Showing posts with label caves. Show all posts
Showing posts with label caves. Show all posts

Thursday, June 22, 2023

FEAR


 

Oh joy, oh rapture unforeseen—I got my computer back, it's been in the hospital. Now it works great. And it even appears that my keyboard works better. 

 Did you miss me?

 No? Oh well. You had other things on your mind. I do try to publish a blog on Tuesdays, though. And did write one on an old slow unreliable computer, but it wasn't hooked to WiFi, so I let it go. Now it is Thursday. (Think of it this way, if this is this week's blog, it must be Tuesday.)


 

On Tuesday I used my oracle technique, where I randomly opened a book to see if it had a message.

 

I opened Jen Sincero's' book, You Are a BadA** How to stop doubting your greatness and start living an awesome life.

 

Page 20, "Fear is For Suckers."

 

Well, Crap!

 

Okay, I agreed to read whatever came up. I read Sincero's story of how she and a friend drove through the endless New Mexico landscape and hiked a beautiful red dirt path until they came to a cave, the place her friend wanted her to see. 

 

It was really only a hole in the ground. Her friend threw some knee pads to her and a flashlight, then crawled into the hole. Jen had no interest in caves or holes in the ground, but she followed her friend into a space where she had to hold the flashlight in her teeth, and the walls were that was so tight they had to tuck their head to their neck. 

Rattlesnakes, monsters? How would they escape them?

 

Jen followed until the friend finally sat but still had to tuck her neck and told her to turn off her flashlight.

 

Black. Black, black, black. Blacker than she had ever seen.

 

I was waiting for some luminescence or something, but it was only the black, and FEAR.

 

Sincero was about to have a total scratching screaming, claustrophobic crazy screaming fit, or not…

 

She crawled out of that cave with a profound understanding that fear was a choice. 

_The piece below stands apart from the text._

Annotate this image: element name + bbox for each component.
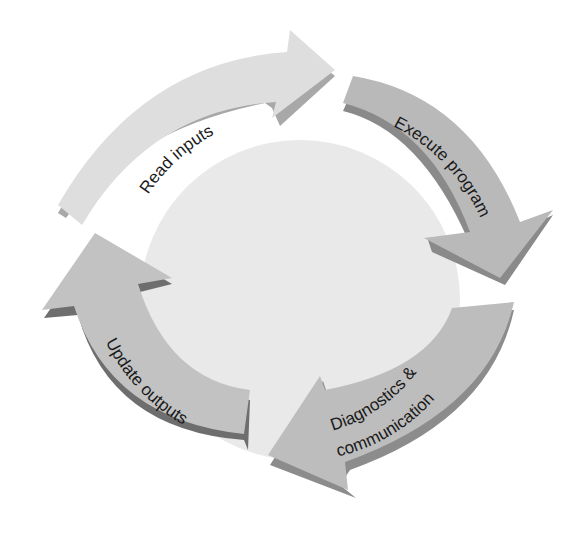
cycle-diagram: Read inputs Execute program Diagnostics … xyxy=(0,0,579,539)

I would have crawled out, pounding my friend for taking me there.  

 

And then I thought of a time when I felt panic. I've have had moments of fear that I was locked into a bathroom. But nothing like the day I felt stuck in a tube. 

 

I was doing a process where blindfolded, we entered a structure, a labyrinth, called "The Tank." 

 

It was a humongous tent labyrinth. Our goal was to find the center and the openings between rooms that were sometimes just holes in the walls. I never found the center. But made a profound discovery on how to trust something besides my eyes to maneuver a space. I learned something about crowds. They have enough padding on their bodies that you can push through. I learned how to find holes and crawl through them while trusting there was something on the other side. 

 

But that wasn't enough; on the next go at the tank, they had added tubes.

 

TUBES! You had to crawl through tubes with a person in front of you and one behind. I felt trapped. In that tight space, I found air holes in the tubes, so I sucked in a goodly amount of air to try to calm myself, for I felt panic as I had never felt. I knew I had a degree of claustrophobia but never anything like that. I wondered if that claustrophobia had been instilled in me when the little neighbor boy and I got trapped in a closet, and mom rescued us. But Mom wasn't there to rescue me that day. My eldest daughter said she was also caught in the tubes but thought she would just nap. I couldn't imagine.  

 

Later I found a tube outside, and since no one was there, I attempted to crawl inside, but only the length of my body. I kept my toe on the outside edge. Again the panic came, so I scooted back out.  

 

Joseph McCllendon III, a neuropsychologist, said, "If you are afraid of a Rottweiler, you can bet there will be one in my office when you come in." 

 

Be reasonable. 

 

The answer is to face our fears in a safe environment--desensitize. I would trust Mc Clendon not to throw me in with a Rottweiler that would tear me limb from limb.

 

But I didn't trust a rescue the day of the tank and the tubes. The people who monitor the tank would eventually go through it, I suppose, to see if there were any leftovers and pull my limp, sweaty body out. I didn't feel that I was dying there; I feared the feelings of panic. So, it's FEELINGS we are afraid of. When is fear a friend? When is it a foe? It always means to keep us safe, that is its purpose, yet sometimes it gets overzealous when is no need, like when the media uses fear tactics to sell a product. Baby foals sometimes get crushed when run into a trailer with adult frightened horses. They had good reason to be afraid and to try to escape, but they were little and are forced. Maybe that's what we fear. 

 

There is a time to trust that fear is there to protect you, and when it is blown out of proportion. Don't stay in a sweat lodge until you can no longer breathe. Get the hell out of there. 

 

I trust you to care for yourself the best you can using your brain, heart, and intuition.